To keep the network up to date about every device's whereabouts, nexus stations are always pinging along their radiating Threads, and filographs receiving a ping will always identify themselves to the pinging nexuses. Through this continuous handshake, they'll determine which neighbouring nexus is the closest, and choose it as its parent. When it does, it will tell all nexuses within range who its new parent is, request a handover from its previous parent to its new parent, and then forget its previous parent.

Routing protocol

Each station keeps track of a table of devices that it has seen as well as who it said its parent was, in the past N days, where N varies by company and individual station equipment. It shares that list with its direct neighbours (i.e. those that are 1 Thread cross away), and this is the basis of the network. On average it takes about 3 or 4 crosses, but never more than 7, to get a message from one nexus to any other.

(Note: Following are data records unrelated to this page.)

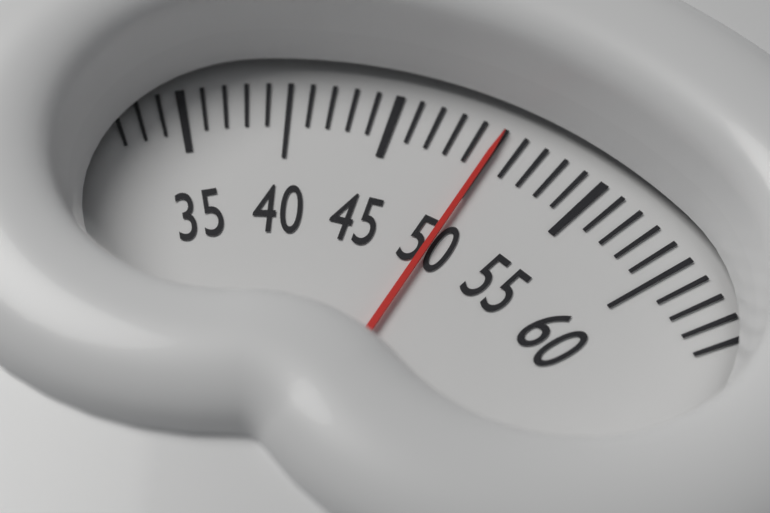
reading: 50 (no unit)
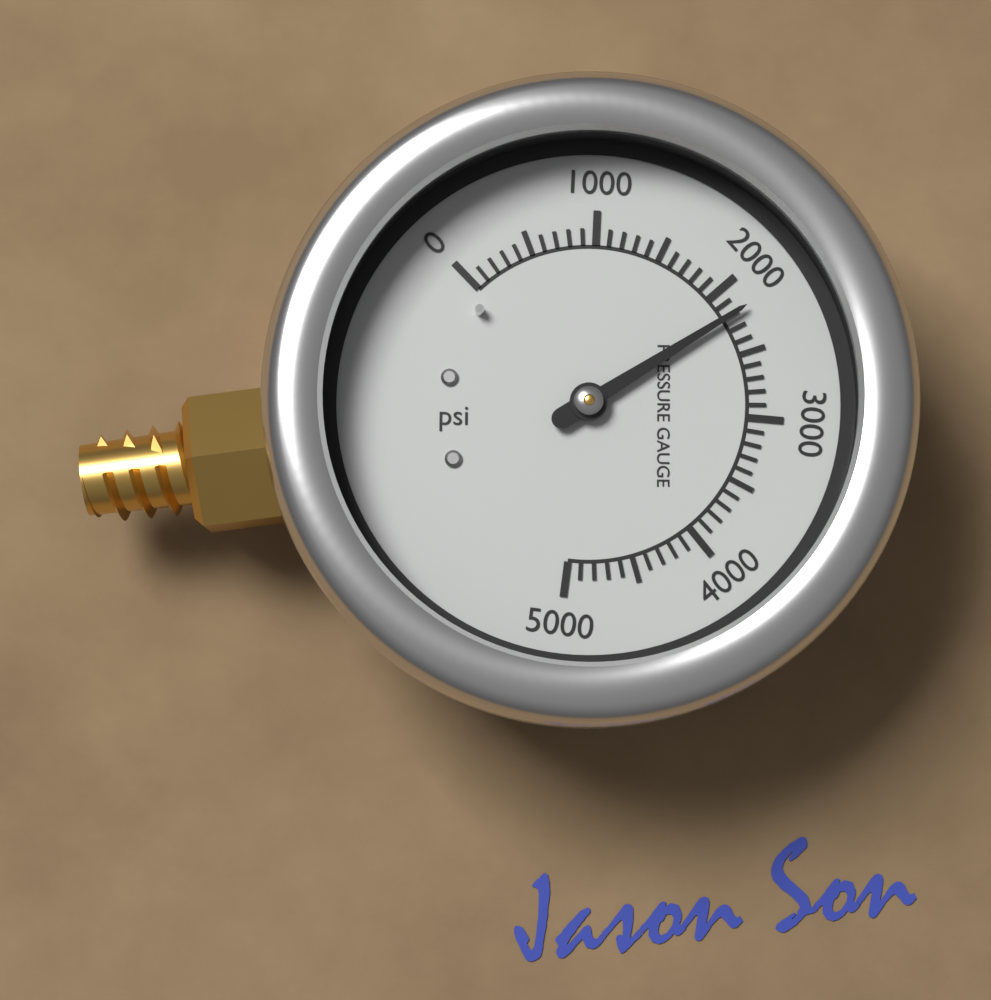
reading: 2200 psi
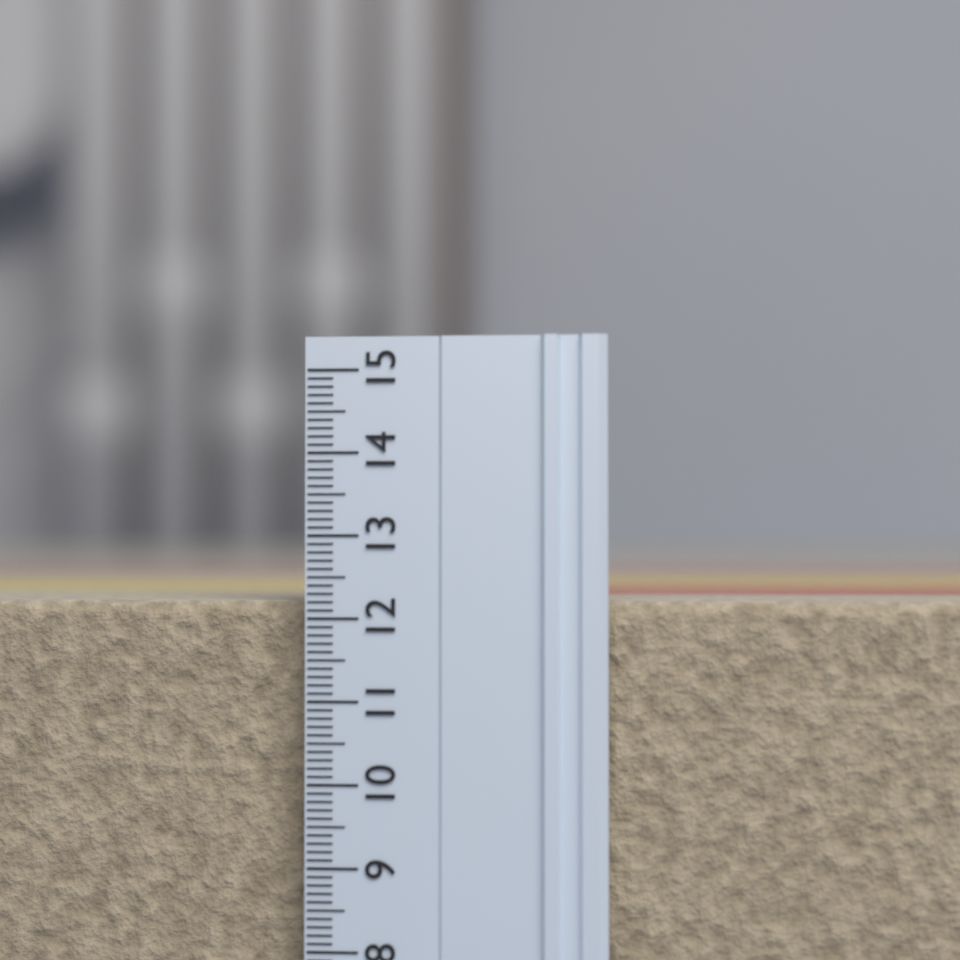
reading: 12.2 (no unit)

When a filograph sends a message, it will first transmit it, alongside a request for the recipient device's location, to its parent nexus. The nexus station will hold the message, and try to locate the recipient device. (a) If it can currently see the recipient (i.e. it is also the recipient's parent or one of its neighbours is), it moves to the transmission step immediately. (b) If the nexus/one of its neighbours has seen the recipient device in the past N days, it communicates to its most recent identified parent, and eventually discovers its current parent by following the chain of handovers, then moves to the transmission step. (c) If the nexus and its neighbours haven't seen it in the past N days, then it runs a graph search based on lowest weight (closest neighbour) first, until it finds a nexus that has seen it, then it continues like scenario (b).

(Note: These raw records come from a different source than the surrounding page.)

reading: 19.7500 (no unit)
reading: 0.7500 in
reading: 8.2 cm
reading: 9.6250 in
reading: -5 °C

Because there's only about 40 nexuses in Helfi, this graph search is not computationally costly, but different networking companies like to boast that their stations compute faster, remember devices for longer, etc. when really the searches rely on the network as a whole.

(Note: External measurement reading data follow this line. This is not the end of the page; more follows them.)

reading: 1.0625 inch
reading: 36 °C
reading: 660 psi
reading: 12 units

Anyway, once the sender's parent nexus has confirmed it has found the recipient, it will finally move to the transmission step—remove the message from hold and transmit it along the identified route. The recipient will acknowledge receipt back along the same route. Then the nexus station will finally add the recipient's current parent to its table, facilitating future searches for it.

Free lines

How about those radio-esque communication devices that the sailors in Offshore use? Since engineers discovered how to manipulate and reconfigure Threads ("free lines"), some custom remote communication solutions have created devices that connect multiple transmitter/receiver devices together with Threads. Threads have some fun properties, like being extremely stretchy, and not really being physical to anything in a matter phase, so they cannot be permanently cut except with the same tools used to manipulate them. But free lines are susceptible to electrical and heat interference, as well as deity interference...

Networking companies

Networking companies tend to branch into every aspect of Thread communications, from filograph design and innovation to identifying nexuses, to building nexus stations, to even laying their own Thread lines. They're all in the business of improving the network, as a whole, but each company will tend to stake a claim on a certain part of the country and then bring its A game to developing the Thread network in the area.